There is one word more, however, which I would like to add. The window which we dedicate today owes its presence here to a sentence in the discourse delivered in this house during the week of the bicentennial celebration of the founding of this town, on November 12, 1905: “John Goddard and Hannah, his remarkable wife,” I said, “ought to have a memorial window in this church, where their direct descendants still worship; and Isaac Gardner should have another.” There were two descendants of John Goddard in the congregation who were not connected with this parish, and they made up their minds that such a window should be placed here and, with the co-operation of others, here it is. I now repeat the second suggestion, that Isaac Gardner should also have a window. I do not know who his descendants are, but, like the warrior of old who drew his bow at a venture and hit a king, I throw out this thought in the hope that somewhere it may strike the right man or woman. Isaac Gardner commanded one of the three companies from Brookline who went to the battles of Lexington and Concord. They assembled in front of the old meeting-house, just this side of the present parsonage. He never returned and was one of the first martyrs to the cause of your liberty and mine. He lived on the Brighton road, now Chestnut Hill Avenue, and was active in this parish, being often mentioned in its records. He was a good soldier of Christ as well as of the colony of Massachusetts Bay. He ought to be commemorated here, and perhaps those who will see that this is done are now hearing these words. John Goddard, one of the heroes of Dorchester Heights and of the evacuation of Boston, has his window. There is one still left on the sunny side of this meeting-house. What name would be more fitly placed there than that of Isaac Gardner?

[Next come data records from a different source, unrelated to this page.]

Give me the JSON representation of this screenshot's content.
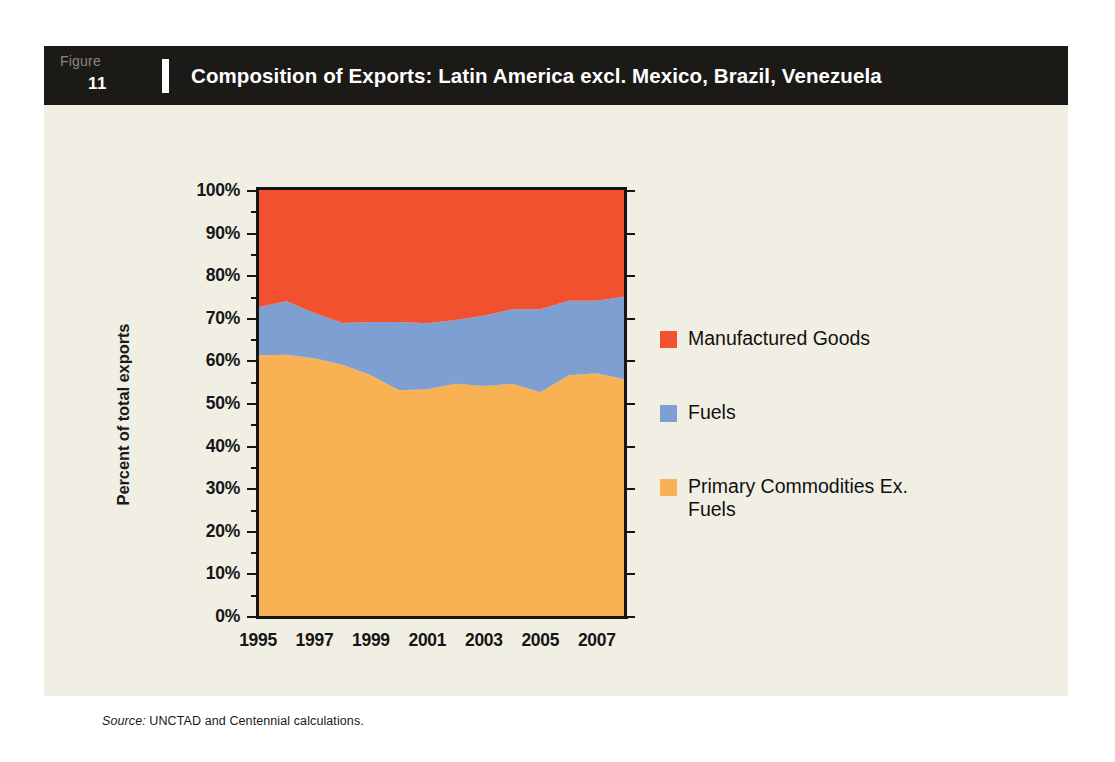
{
  "figure": {
    "label_word": "Figure",
    "number": "11",
    "title": "Composition of Exports: Latin America excl. Mexico, Brazil, Venezuela"
  },
  "source": {
    "label": "Source:",
    "text": " UNCTAD and Centennial calculations."
  },
  "colors": {
    "manufactured_goods": "#f2512f",
    "fuels": "#7d9fd1",
    "primary_commodities": "#f8b153",
    "card_background": "#f1efe4",
    "header_background": "#1c1a17",
    "axis": "#151515",
    "page_background": "#ffffff"
  },
  "legend": {
    "position": "right",
    "items": [
      {
        "label": "Manufactured Goods",
        "color": "#f2512f",
        "swatch": "legend-swatch-manufactured-goods"
      },
      {
        "label": "Fuels",
        "color": "#7d9fd1",
        "swatch": "legend-swatch-fuels"
      },
      {
        "label": "Primary Commodities Ex. Fuels",
        "color": "#f8b153",
        "swatch": "legend-swatch-primary-commodities"
      }
    ]
  },
  "chart_data": {
    "type": "area",
    "stacked": true,
    "stack_total": 100,
    "title": "Composition of Exports: Latin America excl. Mexico, Brazil, Venezuela",
    "xlabel": "",
    "ylabel": "Percent of total exports",
    "ylim": [
      0,
      100
    ],
    "ytick_labels": [
      "0%",
      "10%",
      "20%",
      "30%",
      "40%",
      "50%",
      "60%",
      "70%",
      "80%",
      "90%",
      "100%"
    ],
    "ytick_values": [
      0,
      10,
      20,
      30,
      40,
      50,
      60,
      70,
      80,
      90,
      100
    ],
    "xtick_labels": [
      "1995",
      "1997",
      "1999",
      "2001",
      "2003",
      "2005",
      "2007"
    ],
    "xtick_values": [
      1995,
      1997,
      1999,
      2001,
      2003,
      2005,
      2007
    ],
    "xlim": [
      1995,
      2008
    ],
    "grid": false,
    "x": [
      1995,
      1996,
      1997,
      1998,
      1999,
      2000,
      2001,
      2002,
      2003,
      2004,
      2005,
      2006,
      2007,
      2008
    ],
    "series": [
      {
        "name": "Primary Commodities Ex. Fuels",
        "color": "#f8b153",
        "values": [
          61.2,
          61.3,
          60.5,
          59.0,
          56.5,
          53.0,
          53.2,
          54.5,
          54.0,
          54.5,
          52.5,
          56.5,
          57.0,
          55.5
        ]
      },
      {
        "name": "Fuels",
        "color": "#7d9fd1",
        "values": [
          11.3,
          12.6,
          10.6,
          9.8,
          12.5,
          16.0,
          15.5,
          15.0,
          16.5,
          17.5,
          19.5,
          17.5,
          17.0,
          19.5
        ]
      },
      {
        "name": "Manufactured Goods",
        "color": "#f2512f",
        "values": [
          27.5,
          26.1,
          28.9,
          31.2,
          31.0,
          31.0,
          31.3,
          30.5,
          29.5,
          28.0,
          28.0,
          26.0,
          26.0,
          25.0
        ]
      }
    ],
    "cumulative_upper_bounds": {
      "primary_commodities": [
        61.2,
        61.3,
        60.5,
        59.0,
        56.5,
        53.0,
        53.2,
        54.5,
        54.0,
        54.5,
        52.5,
        56.5,
        57.0,
        55.5
      ],
      "fuels": [
        72.5,
        73.9,
        71.1,
        68.8,
        69.0,
        69.0,
        68.7,
        69.5,
        70.5,
        72.0,
        72.0,
        74.0,
        74.0,
        75.0
      ],
      "manufactured_goods": [
        100,
        100,
        100,
        100,
        100,
        100,
        100,
        100,
        100,
        100,
        100,
        100,
        100,
        100
      ]
    }
  }
}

However, this may be, we thank today those who have set this memorial of John and Hannah Goddard. When I came here sixteen years ago, their descendant, Deacon Abijah Goddard, venerable with four-score and ten years of useful life, sat on my left of the broad aisle, and on my right still sit his daughter, granddaughter and great-grandson. In the course of years these too will vanish, and those who take their places will know little of their predecessors. In time, this memorial will also pass away, but, built into the very foundation of a mighty nation, will endure forever the lives of those that gave themselves for it when it began.
See also
[edit]References
[edit]- ^ a b "National Register Information System". National Register of Historic Places. National Park Service. April 15, 2008.
- ^ a b c "NRHP nomination for John Goddard House". Commonwealth of Massachusetts. Retrieved 2014-05-15.
- ^ Lyon D.D., William H. (March 10, 1912). John and Hannah Goddard, A Sermon. Brookline Mass. USA: First Parish Church, Brookline Mass. USA.